The Find: Nosh Cafe
Morning clouds float through downtown San Pedro like dandelions caught in a port breeze. In the distance, cranes sprout from behind stacks of cargo containers like trees atop a corrugated mountain range. It’s a collision of industry and history, a nascent neighborhood of century-old stores and glistening new lofts. And feeding it all is Nosh Cafe, a homey hub of a restaurant that prepares simple, seasonal cooking with an Australian accent.
Tins of golden syrup (a viscous amber treacle) and jars of Vegemite are edible ornamentation. Squat bottles of Bundaberg ginger beer sit in kangaroo-clad four-packs. Nosh surrounds itself with these Aussie essentials, flavors of empire and independence alike. For owner Susan McKenna, they’re tastes of home.
McKenna packed up her pantry and settled in San Pedro some 20 years ago. Having previously run a cafe on a rough-hewn Sydney street, she’s brought a Down Under touch to San Pedro that flourishes at the nearly 3-year-old Nosh. Yet as the restaurant has become the criterion by which the harbor measures its cafe culture, McKenna maintains her humility.
“ ‘Restaurant’ might be too grandiose a term,” she laughs. “Nosh was just supposed to be a place to get coffee and some toast.”
From that understatement often comes grace. It’s a trait found in every bowl of breakfast rice pudding, as creamy and substantial as risotto. The pudding — a milky oatmeal alternative spiked with cinnamon — is horchata as breakfast, made complete with a poached pear or a cup of fresh fruit.
House-made croissants — weightless crescents baked to a tawny sheen — are excellent on their own or made into a sandwich stuffed with an egg and brown-sugar bacon. Mornings become inventive with what Nosh calls a breakfast pie, a kind of muffin-ized frittata McKenna developed to feed the mobile needs of her bike-riding customers. Suspended in a fluffy mass of eggs is a ribbon of ham, spinach, mushrooms and chunks of roasted tomato. It’s baked in a muffin cup for maximum portability.
Nosh has something for every hour of the day, even between meals. Late risers might try fulfilling McKenna’s vision with a piece of toast topped with bangers and caramelized onions or goat cheese, honey and dates. Those running on empty can snack on a sausage encased in golden, buttery pastry.
Afternoons are spent over sandwiches, soups and mint-kissed lemonades. Options are uncomplicated but elegant, like the chicken curry sandwich dotted with golden raisins and sweetened with mango chutney, or the turkey, poached pear and brie panino. Soups follow the ebbs and flows of the market. One month might bring carrot-onion and roasted corn soups, another watermelon gazpacho and vegan black bean chili.
The cafe doesn’t do dinner, but customers can still make an evening out of Nosh’s deli case. Aussie-style meat pies are meals in themselves, what feels like a pound of minced meat enclosed in a cushion-shaped shell of flaky pastry. If it’s not too late, snag a few scoops of the day’s prepared salads and some of the Mediterranean tart blanketed with artichokes, mushrooms, olives and bell peppers.
Dessert is an all-day affair. Start with a piece of apple-raisin cake and finish with a cup of bread pudding or a couple of Anzac biscuits, eggless Australian cookies of rolled oats, shredded coconut and golden syrup. Named in honor of the Australian and New Zealand Army Corps, the biscuit originated during World War I as a home-cooked treat that could survive the long trip to the trenches. Even a single Anzac biscuit satisfies like a rich, chewy granola bar.
For downtown San Pedro, Nosh Cafe is a transformative place, one defined by a nuance and thoughtfulness that eludes many of the neighborhood’s blunter greasy spoons. McKenna says she’s always been driven by the notion that commercial endeavors can change communities, and that philosophy takes on real-world relevance every morning at Nosh as diners arrive for a slice of quiche and a café au lait long before the harbor haze has had a chance to lift.
Nosh Cafe
Location: 617 S. Centre St., San Pedro, (310) 514-1121
Price: Breakfasts, $2.50 to $9.50; sandwiches, salads and combos, $4.50 to $10; deli case items, $2 to $5.50; pastries and desserts, $1.75 to $4.25.
Details: Open 7 a.m. to 4 p.m. Mondays through Fridays, 8 a.m. to 2 p.m. Saturdays and Sundays. Street parking. Credit cards accepted.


TO DO:
The records are to be repeated in full. Every line must match.

Stored data entries:
* * * * * * * * *

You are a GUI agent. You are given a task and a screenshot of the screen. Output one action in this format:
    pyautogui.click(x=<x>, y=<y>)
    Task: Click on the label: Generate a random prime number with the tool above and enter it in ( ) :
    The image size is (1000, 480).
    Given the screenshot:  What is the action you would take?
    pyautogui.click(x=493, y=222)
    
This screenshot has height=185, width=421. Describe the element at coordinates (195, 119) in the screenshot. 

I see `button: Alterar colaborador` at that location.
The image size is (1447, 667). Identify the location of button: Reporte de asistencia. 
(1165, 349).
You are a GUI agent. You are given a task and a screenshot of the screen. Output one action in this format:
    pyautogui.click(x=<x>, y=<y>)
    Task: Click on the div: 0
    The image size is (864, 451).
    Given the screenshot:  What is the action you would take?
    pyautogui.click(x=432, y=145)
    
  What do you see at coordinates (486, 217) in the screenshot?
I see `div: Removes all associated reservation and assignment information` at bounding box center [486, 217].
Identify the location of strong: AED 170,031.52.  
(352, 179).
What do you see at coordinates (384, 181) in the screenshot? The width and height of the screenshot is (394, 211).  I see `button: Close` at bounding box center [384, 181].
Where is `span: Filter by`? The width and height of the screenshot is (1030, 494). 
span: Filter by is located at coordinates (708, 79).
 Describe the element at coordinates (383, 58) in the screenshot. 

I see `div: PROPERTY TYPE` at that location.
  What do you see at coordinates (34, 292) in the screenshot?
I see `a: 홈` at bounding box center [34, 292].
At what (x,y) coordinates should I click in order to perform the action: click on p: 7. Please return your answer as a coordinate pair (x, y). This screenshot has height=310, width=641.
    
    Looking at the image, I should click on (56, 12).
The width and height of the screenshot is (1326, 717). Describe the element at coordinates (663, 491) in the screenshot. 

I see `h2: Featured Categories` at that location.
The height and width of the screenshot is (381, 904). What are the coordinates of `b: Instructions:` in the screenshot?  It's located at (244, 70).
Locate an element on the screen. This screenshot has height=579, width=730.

* * * * * * * * *

ANSWER SPACE:
You are a GUI agent. You are given a task and a screenshot of the screen. Output one action in this format:
    pyautogui.click(x=<x>, y=<y>)
    Task: Click on the label: Generate a random prime number with the tool above and enter it in ( ) :
    The image size is (1000, 480).
    Given the screenshot:  What is the action you would take?
    pyautogui.click(x=493, y=222)
    
This screenshot has height=185, width=421. Describe the element at coordinates (195, 119) in the screenshot. 

I see `button: Alterar colaborador` at that location.
The image size is (1447, 667). Identify the location of button: Reporte de asistencia. 
(1165, 349).
You are a GUI agent. You are given a task and a screenshot of the screen. Output one action in this format:
    pyautogui.click(x=<x>, y=<y>)
    Task: Click on the div: 0
    The image size is (864, 451).
    Given the screenshot:  What is the action you would take?
    pyautogui.click(x=432, y=145)
    
  What do you see at coordinates (486, 217) in the screenshot?
I see `div: Removes all associated reservation and assignment information` at bounding box center [486, 217].
Identify the location of strong: AED 170,031.52.  
(352, 179).
What do you see at coordinates (384, 181) in the screenshot? The width and height of the screenshot is (394, 211).  I see `button: Close` at bounding box center [384, 181].
Where is `span: Filter by`? The width and height of the screenshot is (1030, 494). 
span: Filter by is located at coordinates (708, 79).
 Describe the element at coordinates (383, 58) in the screenshot. 

I see `div: PROPERTY TYPE` at that location.
  What do you see at coordinates (34, 292) in the screenshot?
I see `a: 홈` at bounding box center [34, 292].
At what (x,y) coordinates should I click in order to perform the action: click on p: 7. Please return your answer as a coordinate pair (x, y). This screenshot has height=310, width=641.
    
    Looking at the image, I should click on (56, 12).
The width and height of the screenshot is (1326, 717). Describe the element at coordinates (663, 491) in the screenshot. 

I see `h2: Featured Categories` at that location.
The height and width of the screenshot is (381, 904). What are the coordinates of `b: Instructions:` in the screenshot?  It's located at (244, 70).
Locate an element on the screen. This screenshot has height=579, width=730.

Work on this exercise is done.